5 Tips for Surviving the First Week Postpartum
- Sep 4, 2025
- 3 min read

The first week after having a baby can feel like time is both standing still and speeding by in a blurry, leaky haze. If you’re freshly postpartum, or preparing for it, here are five real tips that might make the ride just a little gentler.
1. Stay in the Bed (and Around It)
This is your nest now. Your whole world is this bed, the floor beside it, and maybe the nearby bathroom. Set up a “bed-nest” station with everything you need - snacks, diapers, breast pads, burp cloths, water bottle, nipple balm, phone charger, wireless earbuds, and a good pillow stack.
Let your partner (or Uber Eats) take over as the “primary parent” for now. Their job is to keep the world running while you and baby recover, bond, and feed.
Oh, and teach your partner a great trick: how nurses and PSWs (personal support workers) change sheets while someone is still in the bed. There are plenty of YouTube videos demonstrating the technique. You'll be surprised how handy it is when you're sore, tired, and not ready to get up just to swap sheets. You could even double layer the sheets and mattress protectors so that in a blowout or leaky night, you can just remove the top layers and hop back in!

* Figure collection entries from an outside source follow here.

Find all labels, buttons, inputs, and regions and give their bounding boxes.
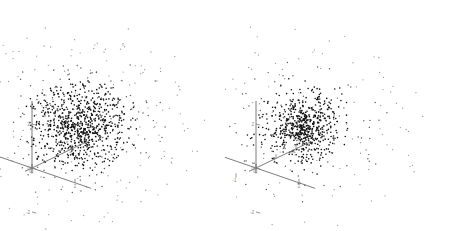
scatter-point [294,163,295,164]
scatter-point [49,103,50,104]
scatter-point [302,102,304,104]
figure-canvas: -20202-202 -202-1012-202 [0,0,451,231]
scatter-point [89,175,90,176]
scatter-point [386,112,387,113]
scatter-point [406,129,407,130]
scatter-point [298,175,299,176]
scatter-point [61,104,63,106]
scatter-point [40,131,42,133]
scatter-point [26,106,28,108]
scatter-point [75,145,77,147]
scatter-point [334,189,335,190]
scatter-point [79,115,81,117]
scatter-point [422,116,423,117]
scatter-point [415,92,416,93]
scatter-point [302,201,303,202]
scatter-point [69,94,71,96]
scatter-point [120,117,122,119]
scatter-point [110,121,112,123]
scatter-point [110,118,111,119]
scatter-point [98,96,100,98]
scatter-point [80,67,81,68]
scatter-point [369,120,370,121]
scatter-point [248,67,249,68]
scatter-point [319,98,320,99]
scatter-point [54,115,56,117]
scatter-point [299,131,301,133]
scatter-point [136,118,137,119]
scatter-point [334,138,336,140]
scatter-point [337,137,339,139]
scatter-point [319,157,321,159]
scatter-point [248,105,249,106]
scatter-point [67,157,69,159]
scatter-point [392,149,393,150]
scatter-point [289,122,291,124]
scatter-point [138,111,139,112]
scatter-point [54,122,56,124]
scatter-point [117,137,119,139]
scatter-point [88,142,90,144]
scatter-point [82,158,84,160]
left-points-layer [0,27,205,229]
scatter-point [292,99,294,101]
scatter-point [114,153,116,155]
left-plot-svg: -20202-202 [0,0,226,231]
scatter-point [67,69,68,70]
scatter-point [320,128,322,130]
scatter-point [266,189,267,190]
scatter-point [46,153,48,155]
scatter-point [44,113,46,115]
scatter-point [286,93,288,95]
scatter-point [39,142,41,144]
scatter-point [105,130,107,132]
scatter-point [314,49,315,50]
scatter-point [322,112,324,114]
scatter-point [43,107,45,109]
scatter-point [85,85,87,87]
scatter-point [67,108,69,110]
scatter-point [74,39,75,40]
scatter-point [73,109,74,110]
scatter-point [276,128,278,130]
z-tick-label: -2 [250,210,255,215]
scatter-point [92,146,94,148]
scatter-point [77,158,78,159]
scatter-point [319,116,321,118]
scatter-point [77,134,79,136]
scatter-point [74,133,76,135]
scatter-point [91,90,93,92]
scatter-point [101,86,103,88]
scatter-point [299,102,301,104]
scatter-point [164,151,165,152]
scatter-point [283,113,285,115]
scatter-point [59,115,61,117]
scatter-point [153,120,154,121]
z-tick-label: 0 [251,166,254,171]
scatter-point [112,108,114,110]
scatter-point [312,106,313,107]
scatter-point [76,129,78,131]
scatter-point [305,101,307,103]
scatter-point [317,127,319,129]
scatter-point [57,110,59,112]
scatter-point [126,151,127,152]
scatter-point [326,148,328,150]
scatter-point [41,138,43,140]
scatter-point [280,85,281,86]
scatter-point [107,158,109,160]
scatter-point [73,86,74,87]
scatter-point [101,150,102,151]
scatter-point [320,154,322,156]
scatter-point [104,116,106,118]
scatter-point [317,99,319,101]
scatter-point [63,104,64,105]
scatter-point [314,149,316,151]
scatter-point [95,182,96,183]
scatter-point [319,94,321,96]
scatter-point [114,147,116,149]
scatter-point [53,148,55,150]
scatter-point [108,165,110,167]
scatter-point [110,132,112,134]
scatter-point [312,172,313,173]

2. Forget Shirts — Embrace the Soft Bra Life
If you're planning to breastfeed, make access easy and comfort the top priority. Going topless or wearing just a soft, wireless nursing bra can make feeding on demand less stressful and way more manageable. Wearing less shirt means more skin-to-skin which is great for baby AND it helps you regulate your supply and encourage bonding.
Plus, shirts just get in the way (and end up soaked anyway). Embrace the soft bra life. My personal favourites for nighttime nursing was not a nursing bra, but these and these. Sizing up will probably be best - check the reviews!
3. Just Give in to the Diapers
Yes, for you too. Adult diapers are your best friend right now. They’re more secure than mesh underwear and pads, and they simplify everything in the first few days when bleeding and leaks are unpredictable. I actually find them much more comfortable than pads when newly postpartum. No shame, just less laundry and less crinkling.
You may want to use your period underwear during this time, but I'd suggest to NOT. That's because you cannot easily tell how much blood is lost in the liner. Often they are dark coloured, and when you are postpartum, the idea is to see what is coming out and how much. Monitoring the discharge and bleeding is yet another gift of postpartum healing. While you're at it, get yourself a spray bottle that actually has an angled spout if you don't already have a bidet installed.
4. Go Full Breast Buffet
Your baby doesn’t need a feeding schedule - they need a buffet. Every time they wiggle, stretch, blink, or make a noise, offer the breast. This kind of arguably super-responsive feeding helps establish your milk supply early on and keeps baby calm (ideally… no guarantees).
Think of it like an all-day, all-night snack bar. Don’t worry about “spoiling” the baby or over-feeding that baby right now - you can’t. You’re just teaching them the world is safe and warm and full of milk.
5. Lower the Bar. Then Lower It Again.
You don’t need to host visitors, send thank-you notes, or respond to every text. The only things that matter this week are your healing, your rest, and your connection with baby. If rest to you means watching Friends and snacking in bed while you enjoy some sun rays through the window, so be it. Obviously we'd all say, sleep when the baby sleeps because this is survival mode, but we all know that is just not what a lot of us will do. Survival mode means keeping things radically simple. Just be selfish, please!
No one gets a trophy for being postpartum-perfect. Let it be messy, emotional, and raw - because that’s exactly what this season is. Anyone who disagrees can step on one of your postpartum diapers.
Disclaimer: This post is for informational purposes only and is not intended as medical advice. Always consult with a qualified healthcare provider about your postpartum care.